GuiSoySauce
GuiSoySauce

Reputation: 1783

How to add a extra values for the keys on dictionaries?

For the following variable

var dict2 = ["key1" : "value1", "key2" : [ "value1" , "value2" ]]

How to add a third value for the second key of the following dictionary?

Upvotes: 1

Views: 81

Answers (2)

Antonio
Antonio

Reputation: 72760

@AirspeedVelocity provides a working solution, but requiring a small change to the way the data is defined - but that is what I would do myself, if possible.

However if you have to stick with the original data format, you can use this code:

var dict2: [String : AnyObject] = ["key1" : "value1", "key2" : [ "value1" , "value2" ]]

var array = dict2["key2"] as? [String]
array?.append("value3")
dict2["key2"] = array

First we make explicit the dict2 type, a dictionary using strings as keys and AnyObject as values.

Next we extract the value for the key2 key, and attempt to cast to an array of strings - note that this returns an optional, so the type of array is [String]?

In the next line we add a new element to the array - note that if array is nil, the optional chaining expression evaluates to nil, and nothing happens

In the last line, we set the new array value back to the corresponding key - this step is required because the array is a value type, so when we extract it from the dictionary, we actually get a copy of it - so any update made on it won't be applied to the original array.

Upvotes: 2

Airspeed Velocity
Airspeed Velocity

Reputation: 40963

If I can reformulate your dict2 declaration slightly:

var dict2 = ["key1" : ["value1"], "key2" : [ "value1" , "value2" ]]

then you can append an extra item to key2 like this:

dict2["key2"]?.append("value3")

However, you will probably need to be careful to check that key2 was already present. Otherwise, the above statement will do nothing. In which case you can write:

if dict2["key2"]?.append("value3") == nil {
    dict2["key2"] = ["value3"]
}

Why did I change the original declaration? With the version I gave, dict2 will be of type [String:[String]]. But with your version, what Swift is doing is declaring a much more loosely typed [String:NSObject]. This compiles, but behaves very differently (contents will have reference not value semantics, you will have to do type checks and casts frequently etc), and is probably best avoided.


### BRIEF
From the entries, copy every line that carries the string "Delivered".

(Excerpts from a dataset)
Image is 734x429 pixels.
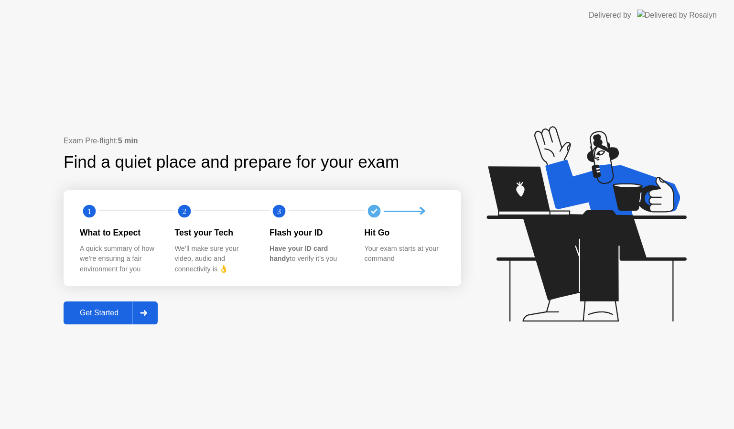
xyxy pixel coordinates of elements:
div: Get Started [66,309,132,317]
div: Find a quiet place and prepare for your exam [64,150,401,175]
div: to verify it’s you [270,244,349,264]
div: Exam Pre-flight: [64,135,461,147]
div: Flash your ID [270,227,349,239]
img: Delivered by Rosalyn [637,10,717,21]
b: 5 min [118,137,138,145]
b: Have your ID card handy [270,245,328,263]
div: Your exam starts at your command [365,244,445,264]
div: What to Expect [80,227,160,239]
button: Get Started [64,302,158,325]
div: Delivered by [589,10,632,21]
div: Hit Go [365,227,445,239]
text: 1 [87,207,91,216]
div: Test your Tech [175,227,255,239]
div: We’ll make sure your video, audio and connectivity is 👌 [175,244,255,275]
div: A quick summary of how we’re ensuring a fair environment for you [80,244,160,275]
text: 2 [182,207,186,216]
text: 3 [277,207,281,216]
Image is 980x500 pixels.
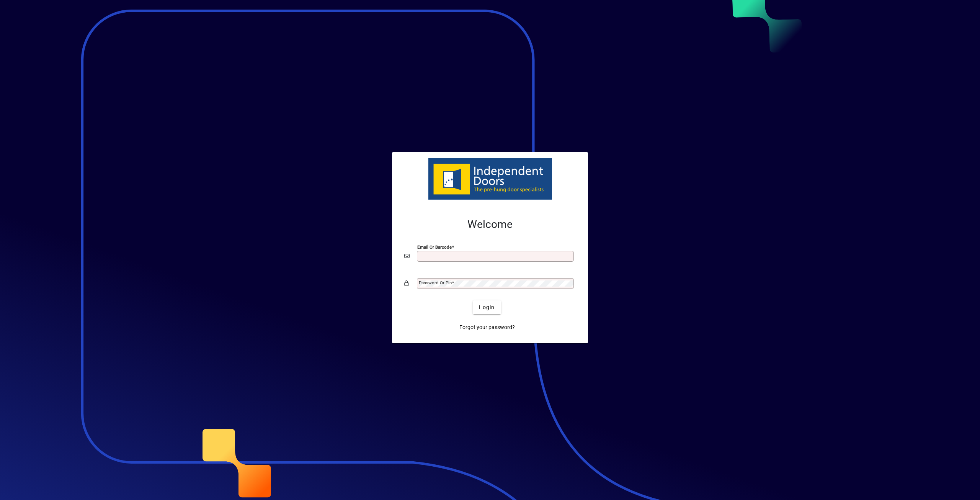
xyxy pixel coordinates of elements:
mat-label: Email or Barcode [418,245,452,249]
a: Forgot your password? [457,320,518,334]
mat-label: Password or Pin [419,280,452,285]
button: Login [473,300,501,314]
h2: Welcome [404,218,576,231]
span: Forgot your password? [459,323,515,331]
span: Login [479,304,494,311]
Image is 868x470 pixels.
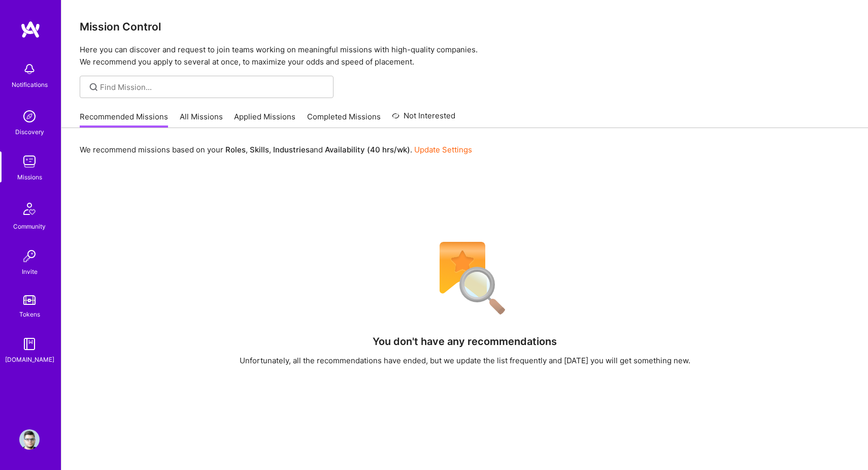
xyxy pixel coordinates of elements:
b: Roles [226,144,246,155]
b: Availability (40 hrs/wk) [325,144,410,155]
div: Tokens [20,308,40,320]
p: Here you can discover and request to join teams working on meaningful missions with high-quality ... [79,44,850,68]
img: teamwork [20,151,39,172]
img: discovery [20,106,39,126]
img: Invite [20,246,39,266]
p: We recommend missions based on your , , and . [79,144,472,155]
h4: You don't have any recommendations [372,335,557,348]
b: Industries [273,144,310,155]
a: Not Interested [392,109,455,128]
img: bell [20,59,39,79]
div: Unfortunately, all the recommendations have ended, but we update the list frequently and [DATE] y... [240,355,690,366]
a: Applied Missions [234,111,296,128]
h3: Mission Control [79,21,850,33]
div: Notifications [12,79,48,90]
i: icon SearchGrey [88,81,99,93]
div: [DOMAIN_NAME] [5,354,55,365]
img: User Avatar [20,429,39,449]
div: Invite [22,266,38,277]
a: User Avatar [17,429,42,449]
a: Recommended Missions [79,111,168,128]
div: Discovery [15,126,44,137]
a: Completed Missions [308,111,381,128]
img: tokens [23,295,36,305]
div: Community [13,221,45,232]
img: No Results [422,235,508,321]
div: Missions [17,172,42,182]
a: Update Settings [414,144,472,155]
input: Find Mission... [100,82,326,92]
img: logo [21,21,41,38]
img: Community [17,197,42,221]
b: Skills [249,144,269,155]
img: guide book [20,333,39,354]
a: All Missions [179,111,223,128]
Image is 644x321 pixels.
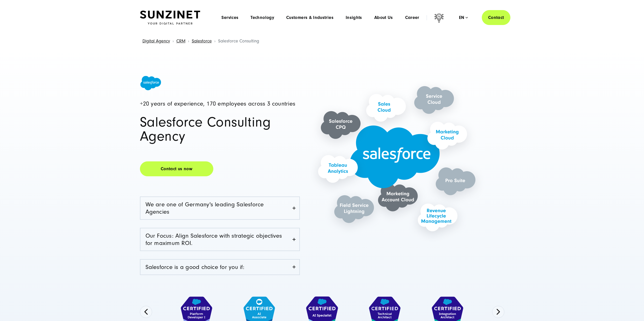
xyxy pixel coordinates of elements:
h4: +20 years of experience, 170 employees across 3 countries [140,101,300,107]
a: Technology [251,15,274,20]
button: Previous [140,306,152,318]
a: Salesforce [192,39,212,44]
img: SUNZINET Full Service Digital Agentur [140,11,200,25]
div: en [459,15,468,20]
img: Salesforce agency for salesforce consulting SUNZINET [310,70,494,242]
span: Salesforce Consulting [218,39,259,44]
a: About Us [374,15,393,20]
a: Our Focus: Align Salesforce with strategic objectives for maximum ROI. [141,229,299,251]
a: Digital Agency [142,39,170,44]
a: Career [405,15,419,20]
a: CRM [176,39,186,44]
a: We are one of Germany's leading Salesforce Agencies [141,197,299,219]
a: Customers & Industries [286,15,334,20]
a: Contact us now [140,161,213,177]
a: Insights [346,15,362,20]
a: Services [221,15,238,20]
a: Contact [482,10,511,25]
h1: Salesforce Consulting Agency [140,115,300,144]
a: Salesforce is a good choice for you if: [141,260,299,275]
button: Next [492,306,505,318]
img: Salesforce Logo - Salesforce consulting Agency SUNZINET [140,75,162,91]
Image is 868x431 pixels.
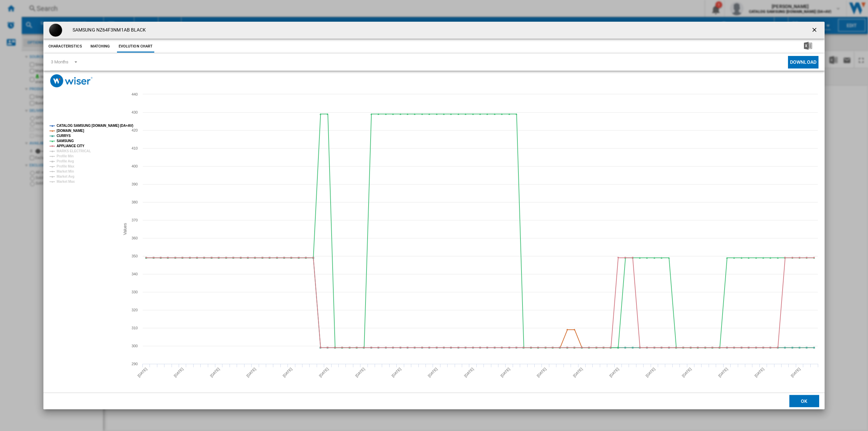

### RESPONSE TO THIS EXERCISE
img: Delivered by Rosalyn [637,10,717,21]
div: Delivered by [589,10,632,21]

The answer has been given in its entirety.